Here’s the punch list:  “couldn’t put it down,”  “wonderful life,” “penury,” lots of children, “many, many rejections”, redeemed by a woman, major historical landmarks, “ought to be a movie”.  This is roughly the equivalent of a top ride at the World Bull-Riding competition.  You are now “published”, have the Good Horsekeeping Seal of Approval, and when people ask if you’ve been published, you can say yes.  It’s a little like being saved by Jesus.  You’re in.  Your Mama is proud.

I believed in that template of success for a long time.  My life has been plenty amazing and risky and I have the writing skills to get a book out of it.  The trouble is that publishing is dead.  You can’t be a winning bull-rider if there are no more rodeos.  And if people get tired of rodeo or would rather watch cage-fighting between humans, then there will be no more rodeos.  We’re not quite there yet.

But I’ve been thinking about the grand transformation from the solitary craft of writing a book of whatever kind into the group enterprise of mixed media — not just films of books, but film IN books, plus music and technical CGI, subtitles, magical cinematography and editing.  Promotion, internet distribution.

I just watched “Rust and Bone,” one of the many French-Belgian films with extraordinary vision.  A woman trains Orcas at a place like SeaWorld and accidentally loses her legs.  She encounters an undocumented man with a little son, a little blonde innocent who loves dogs.  The man’s only real skill is kick-boxing.  The story centers on their physical lives, the excruciating (crucifying) pain and damage, then the slow recoveries, the bonding.  Somehow in the end they all survive together.  For the moment.

This film had a depth and involvement usually only made possible by the individual’s capacity for empathy that can be reached with words, even if they’re told in print rather than out loud.  But was this story “published”?  Is it going to become a best seller that bourgeois people will leave out on their coffee table to show that they know about it?  The language spoken is French.  Training Orcas is now taboo.  Extreme fighting is illegal except in backwaters like Great Falls.  

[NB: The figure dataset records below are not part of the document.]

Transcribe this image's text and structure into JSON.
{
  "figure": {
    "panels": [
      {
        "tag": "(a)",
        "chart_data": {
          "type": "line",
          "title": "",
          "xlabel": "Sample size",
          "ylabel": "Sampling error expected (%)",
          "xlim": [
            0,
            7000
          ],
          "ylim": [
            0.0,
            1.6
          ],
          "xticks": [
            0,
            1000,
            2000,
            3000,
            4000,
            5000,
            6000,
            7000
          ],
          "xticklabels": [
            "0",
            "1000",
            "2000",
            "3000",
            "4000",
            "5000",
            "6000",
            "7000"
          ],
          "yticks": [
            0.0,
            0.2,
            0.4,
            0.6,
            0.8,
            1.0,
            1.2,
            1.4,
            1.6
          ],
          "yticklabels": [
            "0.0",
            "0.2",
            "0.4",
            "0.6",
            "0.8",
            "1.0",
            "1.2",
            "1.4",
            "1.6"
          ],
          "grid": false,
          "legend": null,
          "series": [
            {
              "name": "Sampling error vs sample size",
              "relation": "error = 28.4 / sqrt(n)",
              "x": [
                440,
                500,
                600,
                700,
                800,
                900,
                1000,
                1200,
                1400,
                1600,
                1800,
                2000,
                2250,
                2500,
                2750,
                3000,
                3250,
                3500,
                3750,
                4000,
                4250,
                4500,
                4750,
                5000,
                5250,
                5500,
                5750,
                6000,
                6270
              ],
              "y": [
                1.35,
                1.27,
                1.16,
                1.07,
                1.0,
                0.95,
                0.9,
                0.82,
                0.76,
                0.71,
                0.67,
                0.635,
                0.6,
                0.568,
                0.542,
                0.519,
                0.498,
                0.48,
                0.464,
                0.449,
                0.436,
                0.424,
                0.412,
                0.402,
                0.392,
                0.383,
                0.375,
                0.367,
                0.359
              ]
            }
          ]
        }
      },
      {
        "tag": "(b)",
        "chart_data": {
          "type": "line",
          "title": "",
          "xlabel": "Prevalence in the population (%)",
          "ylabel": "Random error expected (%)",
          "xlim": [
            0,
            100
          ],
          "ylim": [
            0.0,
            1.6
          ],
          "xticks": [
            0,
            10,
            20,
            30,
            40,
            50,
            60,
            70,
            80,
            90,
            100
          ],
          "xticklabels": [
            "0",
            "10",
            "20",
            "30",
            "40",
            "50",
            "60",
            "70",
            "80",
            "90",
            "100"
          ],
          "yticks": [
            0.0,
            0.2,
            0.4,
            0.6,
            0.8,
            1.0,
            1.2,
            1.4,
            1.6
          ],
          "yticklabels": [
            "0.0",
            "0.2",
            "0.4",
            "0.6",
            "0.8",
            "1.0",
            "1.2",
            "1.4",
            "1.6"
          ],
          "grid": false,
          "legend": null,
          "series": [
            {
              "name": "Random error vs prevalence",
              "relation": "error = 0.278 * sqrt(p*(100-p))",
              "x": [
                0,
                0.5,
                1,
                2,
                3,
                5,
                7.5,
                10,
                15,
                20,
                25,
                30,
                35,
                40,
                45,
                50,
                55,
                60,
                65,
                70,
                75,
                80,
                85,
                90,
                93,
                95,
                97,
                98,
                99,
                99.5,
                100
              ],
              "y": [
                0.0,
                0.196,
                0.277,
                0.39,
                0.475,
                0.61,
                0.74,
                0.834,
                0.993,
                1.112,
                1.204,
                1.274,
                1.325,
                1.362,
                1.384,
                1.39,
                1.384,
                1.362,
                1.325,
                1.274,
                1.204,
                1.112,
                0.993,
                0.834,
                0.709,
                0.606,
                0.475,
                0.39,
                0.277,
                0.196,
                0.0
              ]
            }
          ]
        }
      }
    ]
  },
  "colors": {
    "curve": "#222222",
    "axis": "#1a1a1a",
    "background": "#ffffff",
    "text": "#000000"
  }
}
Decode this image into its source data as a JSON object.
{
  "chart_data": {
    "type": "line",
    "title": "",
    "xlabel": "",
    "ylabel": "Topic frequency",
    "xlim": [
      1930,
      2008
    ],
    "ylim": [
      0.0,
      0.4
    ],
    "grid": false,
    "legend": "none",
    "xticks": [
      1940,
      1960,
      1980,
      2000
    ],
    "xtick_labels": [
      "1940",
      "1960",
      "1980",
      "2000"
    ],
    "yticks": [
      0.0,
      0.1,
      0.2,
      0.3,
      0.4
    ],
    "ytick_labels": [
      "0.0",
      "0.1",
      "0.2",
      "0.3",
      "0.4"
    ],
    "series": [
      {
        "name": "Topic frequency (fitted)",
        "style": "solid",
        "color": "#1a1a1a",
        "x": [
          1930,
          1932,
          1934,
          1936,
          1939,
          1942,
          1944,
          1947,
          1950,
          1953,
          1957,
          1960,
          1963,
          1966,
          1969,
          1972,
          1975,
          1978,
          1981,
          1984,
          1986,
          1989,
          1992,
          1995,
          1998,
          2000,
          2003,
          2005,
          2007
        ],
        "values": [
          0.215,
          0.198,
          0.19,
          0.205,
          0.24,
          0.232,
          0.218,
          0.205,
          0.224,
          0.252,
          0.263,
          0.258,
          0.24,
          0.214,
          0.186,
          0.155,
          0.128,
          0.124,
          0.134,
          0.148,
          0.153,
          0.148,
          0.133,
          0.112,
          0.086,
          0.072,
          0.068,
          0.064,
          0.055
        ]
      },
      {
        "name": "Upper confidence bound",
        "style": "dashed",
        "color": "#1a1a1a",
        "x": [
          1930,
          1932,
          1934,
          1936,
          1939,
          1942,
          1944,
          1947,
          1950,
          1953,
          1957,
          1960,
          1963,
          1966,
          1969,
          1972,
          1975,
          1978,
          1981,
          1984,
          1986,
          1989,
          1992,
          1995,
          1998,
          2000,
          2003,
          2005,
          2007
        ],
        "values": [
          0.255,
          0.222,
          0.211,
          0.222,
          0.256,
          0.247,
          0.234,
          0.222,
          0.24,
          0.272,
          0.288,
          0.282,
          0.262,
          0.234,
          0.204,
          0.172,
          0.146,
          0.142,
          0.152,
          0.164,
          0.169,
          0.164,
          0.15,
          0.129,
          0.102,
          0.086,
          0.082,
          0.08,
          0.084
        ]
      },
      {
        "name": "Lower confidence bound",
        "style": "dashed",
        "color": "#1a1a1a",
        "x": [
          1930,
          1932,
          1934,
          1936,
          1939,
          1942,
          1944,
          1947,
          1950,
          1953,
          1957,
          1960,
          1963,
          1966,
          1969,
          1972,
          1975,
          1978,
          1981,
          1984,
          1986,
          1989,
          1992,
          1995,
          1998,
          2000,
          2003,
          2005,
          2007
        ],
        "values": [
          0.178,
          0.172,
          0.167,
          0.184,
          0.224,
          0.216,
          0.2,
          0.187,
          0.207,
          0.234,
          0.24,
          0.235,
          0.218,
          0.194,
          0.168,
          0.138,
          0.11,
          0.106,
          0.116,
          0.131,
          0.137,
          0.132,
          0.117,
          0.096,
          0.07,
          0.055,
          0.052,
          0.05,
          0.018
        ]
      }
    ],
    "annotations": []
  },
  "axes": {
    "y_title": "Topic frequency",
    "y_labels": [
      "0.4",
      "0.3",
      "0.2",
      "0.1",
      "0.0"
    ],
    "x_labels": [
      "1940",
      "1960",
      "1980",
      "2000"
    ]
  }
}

And where did the author go?  “He” turns out (for the screenplay) to be a pair of partners, Jacques Audiard and Thomas Bidegain, (something like Merchant and Ivory) working from a book by Craig Davidson, a Canadian author of short stories and novels, who has published work under both his own name and — when he writes horror — the pen names Patrick Lestewka and Nick Cutter.  To create an experience the equivalent of a print novel, one needs a LOT of venture capital, a good crew, and possibly a partner.  No more scribble, scribble alone in the attic.  No more advances on the prospect of a best-seller — no more best seller.  The book, “Rust and Bone” (2005), is available for $1.69 on Amazon.  Two and a half stars.

I look at IMDB, the directory to the movie biz, and see that actors’ roles are listed in a time-line.  They show a lifetime body of work, sometimes plainly revealing growth or good luck, or the opposite.  I guess Amazon provides something like that for a writer, though lately editors have begun to horn in, taking the place of the supportive and guiding agent, something like a movie producer.  The traditional book publishing companies are regularly swallowing each other and then frakking back out into “named” specialty groups associated with certain people.  “Signature Imprints.”

Davidson, in order to promote his original novel called “Rust and Bone”, got into the ring to fight exhibition bouts twice, once in Canada and once in the US.  Both times his opponent was a poet and both times he lost.  I have no idea what that means, except that these days a writer is no longer a private person alone with his or her means of production.  Writing has become public, sensational, and “concept” rather than words.  Quite a bit more like bull-riding.


So to hell with best-sellers.  By now I have a body of work, though a publisher would be displeased that it is so various, so head-trippy, so inconsistent.  But for me, that was the point.  Trauma? A little.  I did escape to tell you.